The Guardian view on Donald Trump’s China deal: rare earths pave the green road to militarisation | Editorial

IIt is an irony that minerals needed to save the planet can help destroy it. The elements of the rare earths, the mineral dorsal spine of wind turbines and electric vehicles, are now the price of a geopolitical arms race. The trade agreement between Washington and Beijing restores China’s rare land expeditions to the United States, which had been suspended in retaliation against Donald Trump’s prices. Behind the boastful, there was an awareness in Washington that these are critical entries for the United States. They are necessary not only by American icons such as Ford and Boeing, but for its fighter planes, its missile guide systems and its satellite communications.

This understanding suggests that Washington will reduce some of its countermeasures once Beijing will reproduce the delivery of rare earths. The paradox is that to reduce its dependence on China, the United States must depend on Beijing a little longer. It is not yet decoupling; It is a postponement. This, however, may not last. Trump signed a decree to stimulate the production of critical minerals, which encourages the faster granting of permits for operating and treatment projects. He looks at Ukraine and the underground riches of Greenland to break dependence on China.

The West has become so dependent on a single geopolitical rival for such materials – materials which it once extracted and refined at the national level before closing operations – due to costs and environmental concerns. China, for its part, has dominated the world’s treatment for rare earths. He has already used this market power – especially against Japan in 2010. It is difficult not to think that it is a strategic complacency that led the West to count so strongly on China for key minerals.

The NATO summit of this month saw the West pushing to reindustrialize by rearming itself. These are also long -term extractive ambitions in the Northern worldwide. Canada, a break with critical mineral deposits, says its resurgence of the planned mines will be a new basis for the solidarity of the Alliance. This month, the EU called for strategic reserves of rare land “to avoid disturbances of the supply chain and the economic blackmail of China” – highlighting their importance not only for electric vehicles but for the defense and aerospace industries. “Resilience” means digging more deeply at home and controlling extraction abroad.

The same minerals we need for Net Zero are justified in terms of zero sum rivalry. It is uncomfortable that “green growth” and militarism have merged into a single political framework, collapse the distinction between ecological transition and the accumulation of weapons. A magnet for an electric car is also a magnet for a hypersonic missile. And during this time, the human and ecological toll continues to increase – largely out of sight and out of synchronized with the idea of ​​environmental sustainability.

A goalkeeper dispatched last week from Baotou, the capital of the rare land of China, found evidence of toxic ponds, poisoned soil and demolished the “cancer villages” – the hidden cost of our digital and electric age. Framing this as an annoying necessity is likely to repeat past errors. For nations rich in minerals, the sharp increase in global demand brings opportunities. But as a UN report noted this year, without solid institutions and guarantees, this risks a familiar fate: corruption, conflicts and environmental ruins.

Today’s race for critical minerals should not see the promises of the responsible supply give way to a familiar logic – extract first, moralized later.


Give the number of lines in this listing that hold "Image". No other words belong in the reply.
[Opening Data supplied section]
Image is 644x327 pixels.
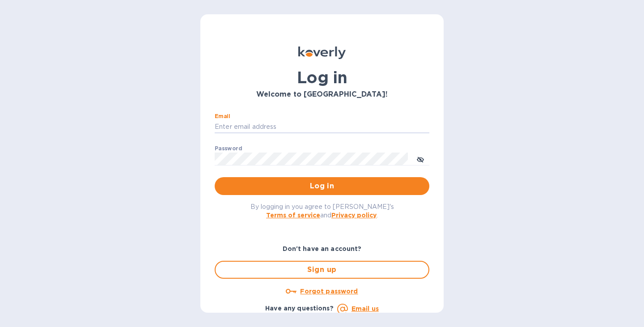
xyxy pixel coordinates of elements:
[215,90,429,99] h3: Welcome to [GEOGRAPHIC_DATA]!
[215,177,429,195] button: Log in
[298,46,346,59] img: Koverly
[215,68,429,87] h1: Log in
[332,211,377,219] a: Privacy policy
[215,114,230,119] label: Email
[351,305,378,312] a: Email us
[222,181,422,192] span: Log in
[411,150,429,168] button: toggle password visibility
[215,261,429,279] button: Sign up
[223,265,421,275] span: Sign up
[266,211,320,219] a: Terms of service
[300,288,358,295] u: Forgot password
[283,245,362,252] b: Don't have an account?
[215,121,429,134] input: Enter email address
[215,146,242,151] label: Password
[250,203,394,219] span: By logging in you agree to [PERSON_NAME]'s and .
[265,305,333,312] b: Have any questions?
[Closing Data supplied section]
[Opening Data supplied section]
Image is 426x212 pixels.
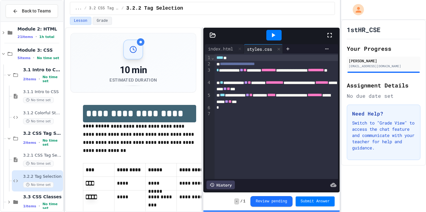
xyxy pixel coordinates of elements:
[Closing Data supplied section]
▶ **Result of the task**: 2